Employees gossip when there's an information vacuum, unresolved frustration, or a lack of trust in leadership. Common triggers include unclear roles, poor communication from management, perceived favouritism, and workplace stress. Gossip is rarely about being malicious. It's usually a symptom of something else that hasn't been addressed, which is why simply telling people to stop rarely works.
Gossip itself isn't illegal, but it can lead to legal consequences when it crosses into defamation, bullying, or harassment. Under the Fair Work Act, repeated unreasonable behaviour that creates a risk to health or safety can meet the definition of workplace bullying.

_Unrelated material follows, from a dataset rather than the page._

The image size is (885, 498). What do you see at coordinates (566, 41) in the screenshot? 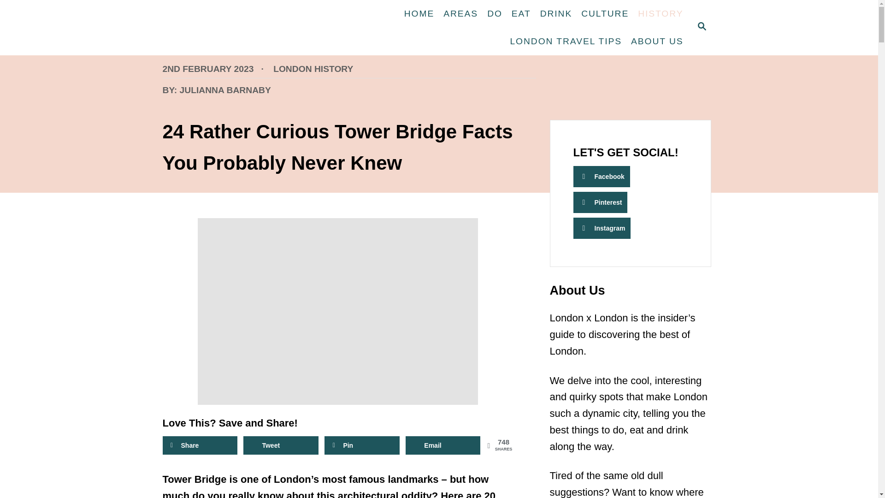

False statements that damage someone's reputation can also lead to defamation claims, particularly if shared in writing or to a wider group.
Stopping workplace gossip starts with addressing what's driving it. Improve communication so there's no information vacuum to fill. Set clear behavioural expectations and call out gossip when you see it. Model the behaviour you want by never participating yourself. Give your team tools to handle conflict directly. The behaviour you walk past is the behaviour you accept.
HR should get involved when gossip becomes targeted, repeated, or starts affecting someone's wellbeing or performance. Casual chatter doesn't usually need HR. But when rumours are about a specific individual, when they involve sensitive topics like performance, health or relationships, or when they're contributing to a broader culture problem, HR or an external HR consultant should step in to investigate and reset expectations.
Direct, non-judgemental phrases work best. Try "Have you raised this with them directly?" or "I'm going to step out of this conversation." If you're a leader, "What outcome are you hoping for by telling me this?" reframes the chat productively. The goal isn't to shame the person. It's to redirect the conversation back to something useful.
Document what's being said, when, and by whom. If it feels safe, address it directly with the person spreading it. If it doesn't, raise it with your manager or HR with your documentation in hand. Don't retaliate or spread counter-rumours, because that weakens your position. If the gossip is affecting your mental health or job, treat it as a workplace safety issue.
Yes. When gossip is repeated, targets a specific person, and creates a risk to their health, safety, or job, it can meet the legal definition of workplace bullying in Australia. Even when it doesn't formally cross that line, it should be treated seriously. Persistent gossip about an individual is one of the most common forms of psychosocial hazard in modern workplaces.